After Sarah Everard, Women Are Getting Advice for Staying Safe—But It’s Men Whose Behavior Needs to Change

We teach women how to avoid abuse, but we never teach men how not to assault.

When Sarah Everard, a 33-year-old marketing executive, was found dead in London after a weeklong disappearance, the first wave of responses flew to victim-blaming. Why was Everard, who is believed to have been murdered by a man, walking alone at night? Was she drinking, or perhaps wearing revealing clothing? Did she invite this on herself simply by existing as a female?

Predictably, the second wave of responses moved straight to providing safety tips for women on how to prevent their own harassment, rape, and murder. This advice may be well-meaning, but it’s knowledge that many of us have been armed with since childhood. It does not work, and it’s also not our behavior that needs to change—it’s men who need to do the hard work here.

Across the world, gender-based violence is terrifyingly common. In the UK, Everard’s home, a woman is killed by a man every three days; 97 percent of women aged 18-24 have experienced sexual harassment; and 80 percent of women of all ages had been harassed in public.
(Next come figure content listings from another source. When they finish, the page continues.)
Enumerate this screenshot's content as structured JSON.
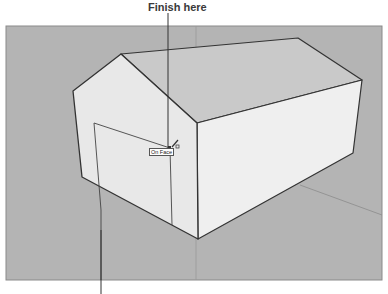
{
  "figure": {
    "callout_top": "Finish here",
    "callout_bottom": ""
  },
  "viewport": {
    "background_color": "#b4b4b4",
    "tool": "pencil-line-tool",
    "inference_tooltip": "On Face"
  },
  "model": {
    "object": "house",
    "faces": [
      "front-gable-wall",
      "roof",
      "right-side-wall",
      "door-outline"
    ],
    "colors": {
      "wall_front": "#e9e9e9",
      "wall_side": "#eeeeee",
      "roof": "#c9c9c9",
      "edge": "#333333",
      "axis": "#8c8c8c"
    }
  }
}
Globally, across their lifetimes, one in three women will be subjected to physical or sexual violence, and six women are killed by men every hour of the day. For the LGBTQ community, it’s even worse, with one in two transgender people sexually abused or assaulted at some point in their lives, as just one example.

With statistics like these, it’s obvious that women are not fully safe anywhere, at any time of day or night, or with any friend, partner, or stranger; after all, we are far more likely to be assaulted by someone we know than a stranger in a dark alley, with victims knowing their attackers in eight out of 10 rape cases, per one study.
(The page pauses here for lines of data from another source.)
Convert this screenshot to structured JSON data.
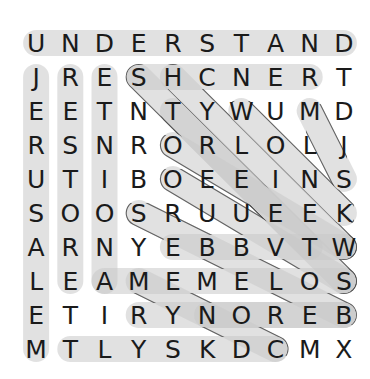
{
  "puzzle": {
    "type": "word-search",
    "rows": 10,
    "cols": 10,
    "grid": [
      [
        "U",
        "N",
        "D",
        "E",
        "R",
        "S",
        "T",
        "A",
        "N",
        "D"
      ],
      [
        "J",
        "R",
        "E",
        "S",
        "H",
        "C",
        "N",
        "E",
        "R",
        "T"
      ],
      [
        "E",
        "E",
        "T",
        "N",
        "T",
        "Y",
        "W",
        "U",
        "M",
        "D"
      ],
      [
        "R",
        "S",
        "N",
        "R",
        "O",
        "R",
        "L",
        "O",
        "L",
        "J"
      ],
      [
        "U",
        "T",
        "I",
        "B",
        "O",
        "E",
        "E",
        "I",
        "N",
        "S"
      ],
      [
        "S",
        "O",
        "O",
        "S",
        "R",
        "U",
        "U",
        "E",
        "E",
        "K"
      ],
      [
        "A",
        "R",
        "N",
        "Y",
        "E",
        "B",
        "B",
        "V",
        "T",
        "W"
      ],
      [
        "L",
        "E",
        "A",
        "M",
        "E",
        "M",
        "E",
        "L",
        "O",
        "S"
      ],
      [
        "E",
        "T",
        "I",
        "R",
        "Y",
        "N",
        "O",
        "R",
        "E",
        "B"
      ],
      [
        "M",
        "T",
        "L",
        "Y",
        "S",
        "K",
        "D",
        "C",
        "M",
        "X"
      ]
    ],
    "geometry": {
      "origin_x": 19,
      "origin_y": 26,
      "cell_w": 34.2,
      "cell_h": 34.0,
      "capsule_thickness": 26,
      "capsule_fill": "#cccccc",
      "capsule_stroke": "#555555",
      "capsule_fill_opacity": 0.55
    },
    "colors": {
      "background": "#ffffff",
      "letter": "#1a1a1a",
      "highlight_fill": "#c9c9c9",
      "highlight_stroke": "#4d4d4d"
    },
    "found_words": [
      {
        "text": "UNDERSTAND",
        "start": [
          0,
          0
        ],
        "end": [
          0,
          9
        ],
        "direction": "horizontal"
      },
      {
        "text": "JERUSALEM",
        "start": [
          1,
          0
        ],
        "end": [
          9,
          0
        ],
        "direction": "vertical"
      },
      {
        "text": "RESTORE",
        "start": [
          1,
          1
        ],
        "end": [
          7,
          1
        ],
        "direction": "vertical"
      },
      {
        "text": "ETNIONA",
        "start": [
          1,
          2
        ],
        "end": [
          7,
          2
        ],
        "direction": "vertical"
      },
      {
        "text": "SHCNER",
        "start": [
          1,
          3
        ],
        "end": [
          1,
          8
        ],
        "direction": "horizontal"
      },
      {
        "text": "STNUMD",
        "start": [
          1,
          3
        ],
        "end": [
          6,
          8
        ],
        "direction": "diagonal-down-right"
      },
      {
        "text": "ETYOIS",
        "start": [
          1,
          4
        ],
        "end": [
          6,
          9
        ],
        "direction": "diagonal-down-right"
      },
      {
        "text": "TROEUS",
        "start": [
          2,
          4
        ],
        "end": [
          7,
          9
        ],
        "direction": "diagonal-down-right"
      },
      {
        "text": "WULOEK",
        "start": [
          2,
          6
        ],
        "end": [
          5,
          9
        ],
        "direction": "diagonal-down-right"
      },
      {
        "text": "MDJS",
        "start": [
          2,
          8
        ],
        "end": [
          4,
          9
        ],
        "direction": "diagonal-down-right"
      },
      {
        "text": "ROLIEW",
        "start": [
          3,
          4
        ],
        "end": [
          6,
          9
        ],
        "direction": "diagonal-down-right"
      },
      {
        "text": "OEEINS",
        "start": [
          4,
          4
        ],
        "end": [
          7,
          9
        ],
        "direction": "diagonal-down-right"
      },
      {
        "text": "SRUUEK",
        "start": [
          5,
          3
        ],
        "end": [
          8,
          9
        ],
        "direction": "diagonal-down-right"
      },
      {
        "text": "AMEMELOS",
        "start": [
          7,
          2
        ],
        "end": [
          7,
          9
        ],
        "direction": "horizontal"
      },
      {
        "text": "RYNOREB",
        "start": [
          8,
          3
        ],
        "end": [
          8,
          9
        ],
        "direction": "horizontal"
      },
      {
        "text": "TLYSKDC",
        "start": [
          9,
          1
        ],
        "end": [
          9,
          7
        ],
        "direction": "diagonal-up-right"
      },
      {
        "text": "EBBVTW",
        "start": [
          6,
          4
        ],
        "end": [
          6,
          9
        ],
        "direction": "diagonal-down-right"
      },
      {
        "text": "MEMELO",
        "start": [
          7,
          3
        ],
        "end": [
          9,
          7
        ],
        "direction": "diagonal-down-right"
      },
      {
        "text": "NOREB",
        "start": [
          8,
          5
        ],
        "end": [
          8,
          9
        ],
        "direction": "diagonal-up-right"
      }
    ]
  }
}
And until men can acknowledge that the society they live in unfairly benefits them and actively work towards making women feel safer, these statistics will never change.

Like so many women, there has not been a single year of my life that has been free from the influence of male violence. To survive, I have spoken to countless women and femmes about possible solutions for our safety, but nothing has improved. Men’s inherent privilege teaches far too many of them that women’s bodies are an open market that they can comment on or abuse with impunity—and when they are confronted with their abuses, they blame us for tempting them.
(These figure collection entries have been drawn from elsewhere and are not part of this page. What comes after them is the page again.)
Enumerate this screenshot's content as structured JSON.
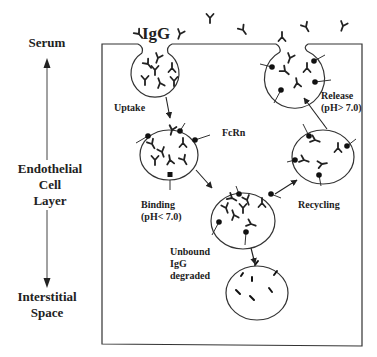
{
  "diagram": {
    "title_label": "IgG",
    "axis": {
      "top_label": "Serum",
      "middle_label_line1": "Endothelial",
      "middle_label_line2": "Cell",
      "middle_label_line3": "Layer",
      "bottom_label_line1": "Interstitial",
      "bottom_label_line2": "Space"
    },
    "steps": {
      "uptake": "Uptake",
      "fcrn": "FcRn",
      "binding_line1": "Binding",
      "binding_line2": "(pH< 7.0)",
      "recycling": "Recycling",
      "release_line1": "Release",
      "release_line2": "(pH> 7.0)",
      "degraded_line1": "Unbound",
      "degraded_line2": "IgG",
      "degraded_line3": "degraded"
    },
    "colors": {
      "line": "#333333",
      "text": "#222222",
      "background": "#ffffff"
    }
  }
}
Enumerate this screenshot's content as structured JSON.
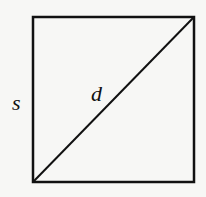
{
  "diagram": {
    "shape": "square",
    "square": {
      "x": 33,
      "y": 17,
      "width": 161,
      "height": 165,
      "stroke": "#111111",
      "stroke_width": 2.5
    },
    "diagonal": {
      "from": "bottom-left",
      "to": "top-right",
      "x1": 33,
      "y1": 182,
      "x2": 194,
      "y2": 17,
      "stroke": "#111111",
      "stroke_width": 2
    },
    "labels": {
      "side": "s",
      "diagonal": "d"
    },
    "background": "#f7f7f5"
  }
}
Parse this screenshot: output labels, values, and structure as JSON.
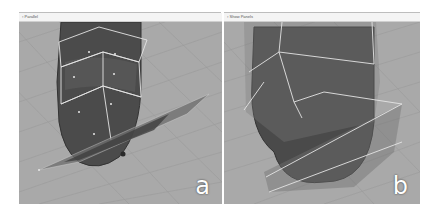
{
  "figure": {
    "panels": [
      {
        "id": "a",
        "title": "Parallel",
        "label": "a",
        "description": "3D viewport: dark capsule-shaped mesh with white wireframe control cage, intersected by a thin translucent slanted plane; small dark sphere below the plane"
      },
      {
        "id": "b",
        "title": "Show  Panels",
        "label": "b",
        "description": "3D viewport: dark egg-shaped mesh enclosed by translucent polygonal cage with white edges"
      }
    ],
    "colors": {
      "background": "#a9a9a9",
      "grid": "#9a9a9a",
      "mesh": "#4a4a4a",
      "cage_edge": "#e6e6e6",
      "label": "#ffffff"
    }
  }
}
Men know how rampant assault is just as much as women do, but while we’ve been learning how to use keys as weapons, shout “fire” instead of rape, and make ourselves unattractive or amenable to prevent or speed up sexual assault, they haven’t been taking action to fix their own behavior. Often, their attempts at allyship focus on highlighting their greatness as protectors of women, which misdirects attention to them over the sexism at hand and prioritizes collecting brownie points for the grand task of not being an abuser. But the allyship that’s really needed goes far deeper.

In our society, we teach women how to avoid abuse, but we never teach men how not to assault. The damage starts early on; we raise boys to dangerously identify anger as the only acceptable emotion for them to express publicly. And while girls grow up believing it is their responsibility to prevent rape, boys frequently grow up with little awareness of their role in perpetuating male violence. This cycle of gender-based violence has been perpetuated for thousands of years, and it’s a burden that women carry every single day. But gender-based violence is a sickness that’s spread and upheld by men, and so the responsibility for healing this lies entirely at their feet, not ours.

Men must pick up the mantle and fight this battle, because we are losing the war. 

We have to get to the root of the problem and teach both boys and girls about consent from a very young age, so that it’s ingrained in their psyche by the time they become adults. And as true change can only happen if men push back and recognize potentially abusive behaviors in their peers, this should start with men talking to each other through organizations like A Call To Men, Men Can Stop Rape, and ManKind Project. Additionally, men need to educate themselves about the historic oppression of marginalized genders so that they can untangle the deep roots of the toxic masculinity that contribute to gender-based violence.

This call to action should not be another passing trend. We must remember Sarah Everard’s name just as we should remember Blessing Olusegun, Alexus Braxton, and countless other murdered women. The violence endured by women and girls, transgender women, and femme presenting non-binary and genderfluid people, is a human rights crisis on a global scale. And we must stop expecting women to have these conversations alone, in an echo chamber of shared trauma, or do all the work in protecting themselves from danger. Only when men respond to the call and confront their roles in perpetuating gender-based violence will we finally see the change that’s needed.